I have decided to do a new feature, every Friday (well, really, every Friday that I can) I am going to discuss any news story or stories that have come up this week that have a slow angle…

And as luck would have it, this story appeared in the newspaper just today:

http://www.telegraph.co.uk/education/primaryeducation/5019030/School-cuts-lunch-hour-and-replaces-playtime.html

This utterly ridiculous and a symptom of the continued pressure place on on children and parent  (by whom?) to perform better.

Can’t children just left to be children for awhile?! The study reported here:

http://www.foxnews.com/story/0,2933,482840,00.html

Suggested that this increased pressure on children at school has more negative effects than positive one.

Really. Is this pushing children so hard necessary? When I talk about the concept of “Slow Work” I often talk about how children rarely disguish between work and play and are quite happy to do what we would consider hard toil. And the key to a stress free working life is to regain that childlike attitude to work.

But, with these absurd new approaches children will have that (essential?) play taken away.

If you want a more measured and probably saver and productive way to bring up children I highly recommend you read Carl Honares book Under Pressure: Putting the Child Back In Childhood: Putting the Child Back into Childhood and Tom Hodgkinsons book The Idle Parent: Why Less Means More When Raising Kids.

Matt

Tempo Giusto

by Matt Caulfield on October 21, 2008
in Practical Idling

Morning. Wasn’t it dark and cold today? I really wanted to stay in bed, the problem is that one of my dogs, Dylan, is a morning dog (the other, more sensible, I think, Chloe, is more of a lie in dog), so he invariably starts whining at about 7 o’clock because he wants to go out (he is still only a puppy bless him). So I have to struggle out of bed. This is no way for an idler to act! Embracing Slow doesn’t mean you should do everything slowly, it means that you should everything at the right pace or speed, as Carl Honore put’s it “Tempo Giusto”, finding the correct timing.

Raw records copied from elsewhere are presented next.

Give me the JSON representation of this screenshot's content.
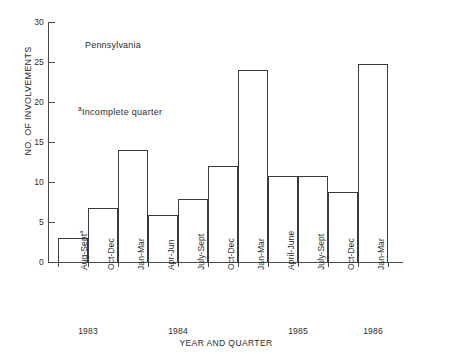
{
  "chart_data": {
    "type": "bar",
    "title": "",
    "annotations": [
      {
        "text": "Pennsylvania",
        "name": "region-label"
      },
      {
        "marker": "a",
        "text": "Incomplete quarter",
        "name": "footnote-note"
      }
    ],
    "xlabel": "YEAR AND QUARTER",
    "ylabel": "NO. OF INVOLVEMENTS",
    "ylim": [
      0,
      30
    ],
    "yticks": [
      0,
      5,
      10,
      15,
      20,
      25,
      30
    ],
    "ytick_labels": [
      "0",
      "5",
      "10",
      "15",
      "20",
      "25",
      "30"
    ],
    "grid": false,
    "legend": false,
    "bar_style": {
      "fill": "none",
      "stroke": "#3a3a3a"
    },
    "categories": [
      "Aug-Sept",
      "Oct-Dec",
      "Jan-Mar",
      "Apr-Jun",
      "July-Sept",
      "Oct-Dec",
      "Jan-Mar",
      "April-June",
      "July-Sept",
      "Oct-Dec",
      "Jan-Mar"
    ],
    "category_markers": [
      "a",
      "",
      "",
      "",
      "",
      "",
      "",
      "",
      "",
      "",
      ""
    ],
    "values": [
      3.0,
      6.8,
      14.0,
      5.9,
      7.9,
      12.0,
      24.0,
      10.8,
      10.8,
      8.8,
      24.8
    ],
    "year_groups": [
      {
        "year": "1983",
        "start": 0,
        "end": 1
      },
      {
        "year": "1984",
        "start": 2,
        "end": 5
      },
      {
        "year": "1985",
        "start": 6,
        "end": 9
      },
      {
        "year": "1986",
        "start": 10,
        "end": 10
      }
    ]
  }
}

And I am most definitely not a morning person. If you are, great, embrace that. But me? No way. I want to lounge around until at least 9 o’clock drinking tea (tea is an idlers drink, coffee is just too edgy) and stuff.

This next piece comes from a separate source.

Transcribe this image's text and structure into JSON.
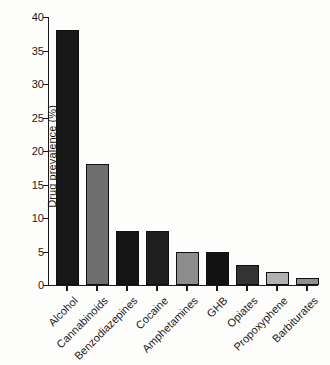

Anyway, I have no idea where I was going with this…

Oh, yes! I remember, continuing on from “Good Things About the Economic Downturn Part 1”. Did you do it? The exercise I suggested? If not, do it, it is essential to coping with this change in economic situation.

Intrinsic to embracing the Slow Philosophy, means living intelligently and recognising not only your own timing, but your own interests, needs and wants. How much do you do, spend and act because other people have told you to? Maybe not directly, but through suggestion, marketing and peer pressure (like those “2 for 1” offers in the supermarket, you would never have bought even the one if you hadn’t seen the offer! It can be that simple)? You feel the need to own a certain item because of outside influence? You need to start recognising, how much of your resources (time, money, energy, emotion) you use (waste?) on doing things because of outside influences…

That may sound a little vague or odd at the moment, but as you think about it and it sinks in you will start to notice when you think about doing something, or buying something really think hard about your motivations for doing it.

Then you can start cutting back in these areas to give you time and money to do what you want!